Complexity—what are the challenges and expenses associated with removing all legacy agents from all servers in order to make room for the installation of new agents?
Metrics—do you know which metrics are definitely necessary to monitor and which may be redundant?
Step 2: Create a strategy for tagging AWS resources.
Once you’ve determined your existing monitoring requirements and prioritized metrics, you can begin building a plan for labeling AWS resources. Tags assist you in keeping track of your resources as well as monitoring usage and activity.
It can take some effort to figure out how to categorize resources if you don’t have a tagging system in place. While each project and organization is distinct, it is critical to develop a tagging system that can be used by a diverse range of professionals and collaborators. As a result, if monitoring insights are required, all relevant stakeholders have access to them.
Phase B: Choose the Best Solution for Your Company
After reviewing your requirements and establishing a tagging system for AWS resources, you can hunt for a solution that meets your requirements. It is frequently more productive to begin with a simple solution and then expand as needed.
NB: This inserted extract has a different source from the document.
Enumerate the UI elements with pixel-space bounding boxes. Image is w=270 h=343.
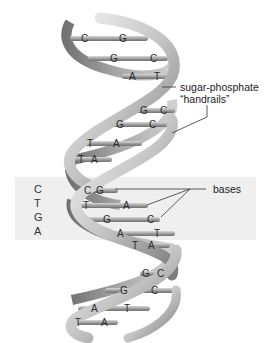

Step 3: Begin with Amazon CloudWatch.
CloudWatch metrics can assist you in monitoring almost any AWS resource. CloudWatch has a number of pre-built metrics, such as DiskQueueLength and CPUUtilization. When linked with CloudWatch, some AWS services, such as RDS and EC2, can give extra counters.
CloudWatch counters enable you to create dashboards that you may use to visualize data. CloudWatch features an alerting system that alerts you when events occur, in addition to counters and dashboards.
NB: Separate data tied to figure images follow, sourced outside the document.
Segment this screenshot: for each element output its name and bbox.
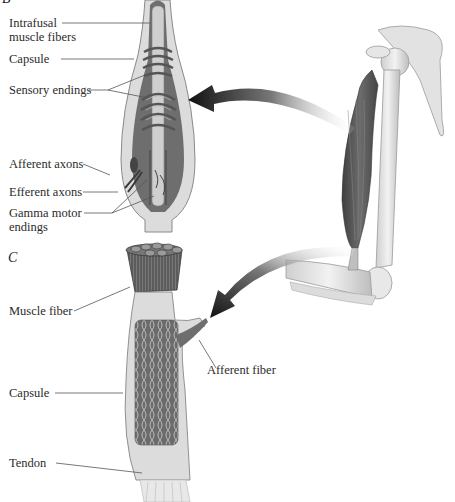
label-efferent-axons: Efferent axons (9, 185, 82, 199)
label-intrafusal-line2: muscle fibers (9, 30, 76, 44)
label-sensory-endings: Sensory endings (9, 83, 91, 97)
golgi-tendon-organ-illustration (125, 243, 208, 502)
label-muscle-fiber: Muscle fiber (9, 304, 73, 318)
label-afferent-fiber: Afferent fiber (207, 363, 276, 377)
label-intrafusal-line1: Intrafusal (9, 16, 57, 30)
diagram-canvas (0, 0, 455, 502)
label-gamma-motor-line1: Gamma motor (9, 206, 82, 220)
panel-c-letter: C (8, 250, 17, 266)
panel-b-letter: B (2, 0, 11, 7)
label-tendon: Tendon (9, 456, 46, 470)
muscle-spindle-illustration (121, 0, 195, 232)
label-capsule-tendon-organ: Capsule (9, 386, 49, 400)
arm-illustration (286, 26, 444, 305)
spindle-callout-arrow (188, 85, 355, 134)
label-capsule-spindle: Capsule (9, 52, 49, 66)
label-gamma-motor-line2: endings (9, 220, 48, 234)
label-afferent-axons: Afferent axons (9, 157, 83, 171)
Step 4: Make use of best-of-breed solutions.
When it comes to visibility, the more resource types you monitor, the more you can ensure your assets’ performance and safety. However, not all monitoring systems are capable of providing visibility into all resources. Some monitoring systems are intended for infrastructure, whereas others are intended for network traffic.
In order to maintain productivity, you should also consider adding a tool to consolidate the stack. If you decide to extend existing systems by installing plugins or interacting with APIs, you must enable AWS integration and ensure that each modification conforms with any regulatory standards that you are legally obligated to enforce.
Capture Logs (Phase C)
After you’ve configured your monitoring solution or stack, you should decide which logs to capture and how to do so. Logs are extremely useful for tracking compliance requirements and troubleshooting issues.
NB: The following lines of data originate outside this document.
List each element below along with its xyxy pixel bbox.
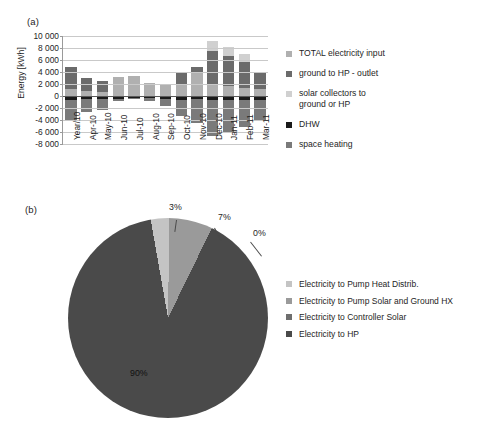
panel-a-label: (a) [27, 16, 39, 27]
legend-bar-chart: TOTAL electricity inputground to HP - ou… [286, 48, 496, 159]
gridline [63, 60, 268, 61]
bar-segment [176, 85, 187, 96]
bar-segment [207, 51, 218, 85]
legend-swatch-icon [286, 51, 292, 57]
bar-segment [65, 89, 76, 96]
y-axis-tick-mark [60, 120, 63, 121]
bar-segment [160, 99, 171, 107]
pie-slices [68, 218, 268, 418]
y-axis-tick-label: -4 000 [35, 115, 59, 125]
pie-percent-label: 7% [218, 212, 231, 222]
x-axis-tick-label: Jan-11 [229, 115, 239, 140]
bar-segment [207, 85, 218, 96]
x-axis-tick-label: Oct-10 [182, 115, 192, 140]
x-axis-tick-label: Feb-11 [245, 114, 255, 140]
legend-swatch-icon [286, 331, 292, 337]
legend-label: ground to HP - outlet [299, 68, 378, 79]
x-axis-tick-label: Jun-10 [119, 115, 129, 140]
bar-segment [239, 88, 250, 96]
legend-swatch-icon [286, 281, 292, 287]
legend-item: DHW [286, 119, 496, 130]
bar-segment [128, 98, 139, 99]
zero-line [63, 96, 268, 97]
legend-item: Electricity to HP [286, 329, 501, 339]
y-axis-tick-mark [60, 132, 63, 133]
gridline [63, 36, 268, 37]
bar-segment [97, 81, 108, 92]
y-axis-tick-mark [60, 72, 63, 73]
bar-segment [81, 99, 92, 112]
legend-swatch-icon [286, 314, 292, 320]
x-axis-tick-label: Mar-11 [261, 114, 271, 140]
legend-label: space heating [299, 139, 353, 150]
bar-chart-energy: Energy [kWh] 10 0008 0006 0004 0002 0000… [0, 28, 300, 188]
x-axis-tick-label: Apr-10 [88, 115, 98, 140]
bar-segment [128, 76, 139, 96]
legend-item: Electricity to Controller Solar [286, 312, 501, 322]
y-axis-tick-label: -8 000 [35, 139, 59, 149]
bar-segment [144, 83, 155, 96]
y-axis-tick-label: -2 000 [35, 103, 59, 113]
gridline [63, 48, 268, 49]
legend-pie-chart: Electricity to Pump Heat Distrib.Electri… [286, 279, 501, 345]
y-axis-tick-mark [60, 36, 63, 37]
pie-percent-label: 90% [130, 368, 148, 378]
bar-segment [113, 99, 124, 101]
legend-swatch-icon [286, 142, 292, 148]
pie-percent-label: 3% [169, 202, 182, 212]
x-axis-tick-label: Aug-10 [151, 113, 161, 140]
bar-segment [254, 89, 265, 96]
legend-item: space heating [286, 139, 496, 150]
legend-swatch-icon [286, 298, 292, 304]
pie-area: 3%7%0%90% [68, 218, 268, 418]
y-axis-tick-label: 2 000 [38, 79, 59, 89]
bar-segment [65, 67, 76, 90]
legend-swatch-icon [286, 91, 292, 97]
legend-item: TOTAL electricity input [286, 48, 496, 59]
bar-segment [207, 41, 218, 52]
bar-segment [223, 86, 234, 96]
x-axis-tick-label: Jul-10 [135, 117, 145, 140]
y-axis-tick-mark [60, 60, 63, 61]
legend-item: ground to HP - outlet [286, 68, 496, 79]
y-axis-tick-mark [60, 96, 63, 97]
legend-item: Electricity to Pump Solar and Ground HX [286, 296, 501, 306]
y-axis-tick-mark [60, 84, 63, 85]
legend-item: Electricity to Pump Heat Distrib. [286, 279, 501, 289]
gridline [63, 84, 268, 85]
x-axis-tick-label: Sep-10 [166, 113, 176, 140]
figure-container: (a) (b) Energy [kWh] 10 0008 0006 0004 0… [0, 0, 502, 438]
y-axis-tick-label: 10 000 [33, 31, 59, 41]
legend-label: solar collectors toground or HP [299, 88, 366, 109]
legend-label: Electricity to Pump Solar and Ground HX [299, 296, 453, 306]
gridline [63, 72, 268, 73]
legend-label: DHW [299, 119, 320, 130]
legend-label: Electricity to Controller Solar [299, 312, 406, 322]
x-axis-tick-label: May-10 [103, 112, 113, 140]
y-axis-tick-mark [60, 48, 63, 49]
x-axis-tick-label: Dec-10 [214, 113, 224, 140]
bar-segment [144, 98, 155, 101]
y-axis-tick-label: -6 000 [35, 127, 59, 137]
bar-segment [176, 73, 187, 85]
y-axis-tick-label: 0 [54, 91, 59, 101]
y-axis-tick-mark [60, 144, 63, 145]
legend-swatch-icon [286, 71, 292, 77]
bar-segment [113, 77, 124, 97]
pie-label-leader-line [250, 242, 262, 257]
gridline [63, 144, 268, 145]
x-axis-tick-label: Year/10 [72, 112, 82, 140]
y-axis-tick-mark [60, 108, 63, 109]
legend-item: solar collectors toground or HP [286, 88, 496, 109]
legend-swatch-icon [286, 122, 292, 128]
legend-label: TOTAL electricity input [299, 48, 385, 59]
y-axis-title: Energy [kWh] [16, 18, 26, 128]
pie-percent-label: 0% [253, 228, 266, 238]
bar-segment [254, 72, 265, 89]
x-axis-tick-label: Nov-10 [198, 113, 208, 140]
legend-label: Electricity to HP [299, 329, 359, 339]
y-axis-tick-label: 8 000 [38, 43, 59, 53]
bar-segment [160, 85, 171, 96]
gridline [63, 108, 268, 109]
y-axis-tick-label: 6 000 [38, 55, 59, 65]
Here’s a list of logs you might wish to keep track of:
- Database logs can assist you in detecting queries that are taking too long to execute.
- Application logs—they highlight application failures.
- AWS CloudTrail detects AWS API calls.
- Elastic Load Balancing and host logs may indicate changes in availability or latency.
Best Practices for AWS Monitoring
Make use of Automation Whenever Possible
AWS production deployments are often too large and dynamic to manually monitor. The volume of metrics and log data collected is too vast for humans to analyze efficiently.
Create Policies for Determining Priority Levels
Prioritizing monitoring duties helps to guarantee that key services continue to operate and data is secured. Additionally, prioritizing alerts or alert categories helps IT personnel deploy their time and resources more effectively.
Take Advantage of the Cloud
Cloud infrastructures are adaptable, allowing you to experiment with configuration changes without disrupting services. When optimizing based on analytics, take the time to test your configurations. This allows you to test whether changes are more efficient before putting them in production.
NetApp Cloud Insights for AWS Monitoring
NetApp Cloud Insights is an infrastructure monitoring solution that provides you with a comprehensive view of your whole infrastructure. You may use Cloud Insights to monitor, diagnose, and optimize all of your resources, including public clouds and private data centers.
NetApp Cloud Insights, for example, enables you to automatically design topologies, correlate metrics, discover greedy or degraded resources, and notify on unusual user behavior.